Family and safety intelligence
Every destination has a kids rating that accounts for altitude, medical access, road safety, phone signal, and infrastructure — not just "it's pretty so it must be family-friendly." If the nearest hospital is four hours away, we tell you. If the altitude is risky for children under a certain age, we explain why. If we wouldn't take our own daughters there, we tell you that too.
Honest infrastructure data
Working ATMs. Phone signal by carrier. Nearest hospital and police station with travel times. Fuel stations. Card acceptance. The practical reality nobody else publishes because it isn't glamorous.
The Skip List
We've documented dozens of overhyped places we'd actively recommend skipping, with honest reasons. This is the stuff tourism boards hate. It's also the stuff that saves people from wasting their trip on the wrong destination at the wrong time of year.
"Before you decide" alternatives
When you open a mainstream tourist destination, we show you what's nearby that you're missing. Not to stop you going there — but so you know the options exist before you default to where everyone else goes.
What we cover
Every major Himalayan destination. The complete Buddhist Circuit. Rajasthan's heritage trail. The entire Northeast. India's UNESCO sites. Pilgrimage circuits. Motorcycle routes. Treks from single-day walks to expedition-level climbs. Weekend getaways and two-week itineraries. Scored for every month, rated for families, assessed for safety — all with the same depth.
We'd rather be the most honest source for the destinations we cover than a mediocre source for all of India. When we expand, it will be with the same depth we bring to everything else. No padding, no half-measures.
What we're always building
More verified safety contacts. More local voices. Deeper international traveler guidance for first-timers and NRI families. Better emergency data for every destination. More honest motorcycle route intelligence. More collections that challenge the defaults.

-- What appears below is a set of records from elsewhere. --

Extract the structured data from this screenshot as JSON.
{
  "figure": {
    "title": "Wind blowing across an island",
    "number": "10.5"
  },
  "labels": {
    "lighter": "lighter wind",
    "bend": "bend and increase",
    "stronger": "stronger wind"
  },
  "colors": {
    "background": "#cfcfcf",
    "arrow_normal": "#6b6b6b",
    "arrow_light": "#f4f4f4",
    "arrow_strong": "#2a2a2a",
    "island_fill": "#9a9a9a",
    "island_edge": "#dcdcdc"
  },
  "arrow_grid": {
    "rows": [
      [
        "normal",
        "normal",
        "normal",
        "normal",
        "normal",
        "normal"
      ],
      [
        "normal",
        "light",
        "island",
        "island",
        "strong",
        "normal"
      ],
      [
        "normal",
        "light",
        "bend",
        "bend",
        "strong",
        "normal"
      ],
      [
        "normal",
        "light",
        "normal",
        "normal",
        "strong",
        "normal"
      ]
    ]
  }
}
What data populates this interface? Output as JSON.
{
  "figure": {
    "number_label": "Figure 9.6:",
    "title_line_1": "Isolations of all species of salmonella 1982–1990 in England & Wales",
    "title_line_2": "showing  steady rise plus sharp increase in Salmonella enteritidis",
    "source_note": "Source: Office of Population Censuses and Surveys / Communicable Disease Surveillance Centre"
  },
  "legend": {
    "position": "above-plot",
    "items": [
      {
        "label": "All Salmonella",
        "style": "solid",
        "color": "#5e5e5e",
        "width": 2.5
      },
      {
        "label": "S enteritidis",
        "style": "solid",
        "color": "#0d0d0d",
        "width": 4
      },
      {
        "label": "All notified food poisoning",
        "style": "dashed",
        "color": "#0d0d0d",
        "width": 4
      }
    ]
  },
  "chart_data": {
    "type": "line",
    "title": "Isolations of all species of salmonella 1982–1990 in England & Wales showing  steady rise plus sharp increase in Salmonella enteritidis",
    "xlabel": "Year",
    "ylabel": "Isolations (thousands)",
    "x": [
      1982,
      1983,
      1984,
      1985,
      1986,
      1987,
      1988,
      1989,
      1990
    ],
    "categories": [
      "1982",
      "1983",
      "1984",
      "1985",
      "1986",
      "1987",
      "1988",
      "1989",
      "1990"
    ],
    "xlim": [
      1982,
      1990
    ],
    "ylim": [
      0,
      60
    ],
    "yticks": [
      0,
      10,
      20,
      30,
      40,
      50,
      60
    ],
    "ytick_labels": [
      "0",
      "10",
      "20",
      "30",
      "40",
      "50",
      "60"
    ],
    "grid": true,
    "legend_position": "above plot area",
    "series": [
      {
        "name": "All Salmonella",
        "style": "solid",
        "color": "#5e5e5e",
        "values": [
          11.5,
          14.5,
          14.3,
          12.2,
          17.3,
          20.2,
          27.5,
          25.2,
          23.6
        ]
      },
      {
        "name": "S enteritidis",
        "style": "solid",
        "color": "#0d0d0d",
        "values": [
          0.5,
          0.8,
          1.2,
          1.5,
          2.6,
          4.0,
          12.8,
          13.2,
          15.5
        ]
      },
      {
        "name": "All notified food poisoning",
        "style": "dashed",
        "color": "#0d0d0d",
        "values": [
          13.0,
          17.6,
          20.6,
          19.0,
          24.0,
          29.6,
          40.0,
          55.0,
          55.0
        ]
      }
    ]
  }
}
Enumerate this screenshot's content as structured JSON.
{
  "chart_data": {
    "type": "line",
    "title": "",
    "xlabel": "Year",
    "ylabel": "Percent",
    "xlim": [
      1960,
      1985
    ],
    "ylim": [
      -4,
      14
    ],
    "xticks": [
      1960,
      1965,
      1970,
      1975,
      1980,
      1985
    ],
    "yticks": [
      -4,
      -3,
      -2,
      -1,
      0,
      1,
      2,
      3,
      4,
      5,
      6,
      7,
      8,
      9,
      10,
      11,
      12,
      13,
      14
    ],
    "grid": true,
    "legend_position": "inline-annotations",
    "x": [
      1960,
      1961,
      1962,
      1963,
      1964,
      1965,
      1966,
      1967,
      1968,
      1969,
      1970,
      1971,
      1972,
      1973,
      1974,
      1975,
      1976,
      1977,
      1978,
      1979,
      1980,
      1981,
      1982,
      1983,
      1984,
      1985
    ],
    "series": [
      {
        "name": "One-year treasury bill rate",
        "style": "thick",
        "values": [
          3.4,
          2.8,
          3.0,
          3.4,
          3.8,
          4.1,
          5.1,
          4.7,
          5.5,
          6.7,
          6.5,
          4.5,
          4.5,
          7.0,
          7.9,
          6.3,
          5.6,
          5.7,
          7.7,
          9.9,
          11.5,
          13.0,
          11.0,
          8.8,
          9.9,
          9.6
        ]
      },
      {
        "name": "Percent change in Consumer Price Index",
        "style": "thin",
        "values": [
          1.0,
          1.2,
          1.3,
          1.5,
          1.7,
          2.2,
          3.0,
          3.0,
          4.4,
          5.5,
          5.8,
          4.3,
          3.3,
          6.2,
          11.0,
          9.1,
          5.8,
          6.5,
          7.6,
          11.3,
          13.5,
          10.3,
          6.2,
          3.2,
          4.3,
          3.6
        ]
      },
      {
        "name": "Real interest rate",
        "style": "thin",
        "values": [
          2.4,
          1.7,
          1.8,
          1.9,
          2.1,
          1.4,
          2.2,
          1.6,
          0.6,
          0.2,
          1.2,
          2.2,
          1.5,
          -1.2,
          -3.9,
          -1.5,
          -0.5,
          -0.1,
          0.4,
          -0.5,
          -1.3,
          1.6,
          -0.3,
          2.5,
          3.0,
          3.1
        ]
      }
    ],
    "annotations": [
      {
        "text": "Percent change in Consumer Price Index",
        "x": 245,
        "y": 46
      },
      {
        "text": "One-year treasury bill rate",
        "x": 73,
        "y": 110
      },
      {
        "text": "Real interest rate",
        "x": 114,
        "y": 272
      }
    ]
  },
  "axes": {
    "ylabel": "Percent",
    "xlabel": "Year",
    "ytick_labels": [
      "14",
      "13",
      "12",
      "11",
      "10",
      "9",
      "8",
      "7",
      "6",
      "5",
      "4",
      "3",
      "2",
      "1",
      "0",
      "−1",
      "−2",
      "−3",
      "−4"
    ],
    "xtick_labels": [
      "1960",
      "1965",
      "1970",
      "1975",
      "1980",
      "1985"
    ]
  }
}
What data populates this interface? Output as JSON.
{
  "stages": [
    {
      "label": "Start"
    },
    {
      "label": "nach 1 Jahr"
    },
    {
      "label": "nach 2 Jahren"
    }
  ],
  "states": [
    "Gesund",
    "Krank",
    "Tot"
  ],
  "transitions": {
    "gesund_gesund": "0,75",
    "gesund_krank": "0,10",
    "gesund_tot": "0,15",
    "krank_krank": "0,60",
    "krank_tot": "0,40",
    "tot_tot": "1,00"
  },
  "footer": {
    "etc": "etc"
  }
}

The standard is always the same: if it's not honest enough for our daughters, it doesn't ship. If it's not verified enough to stake our name on, it waits until it is.
A note to fellow parents
If you're reading this and you're a parent worrying about a trip your child is planning, or a daughter you can't always travel with — we built this with you in mind. We can't make every road safe. We can't be there when you can't be. But we can give you the most honest information available, the most carefully verified safety resources we can build, and a voice that sounds like one parent talking to another.
That's what NakshIQ is. That's the whole reason it exists.
— A.T.
Editor, NakshIQ
NakshIQ is built by a family-owned company. We have no outside investors, no employees, and no commercial relationships with the destinations we cover. If you'd like to support us, the most useful thing you can do is share NakshIQ with someone planning a trip.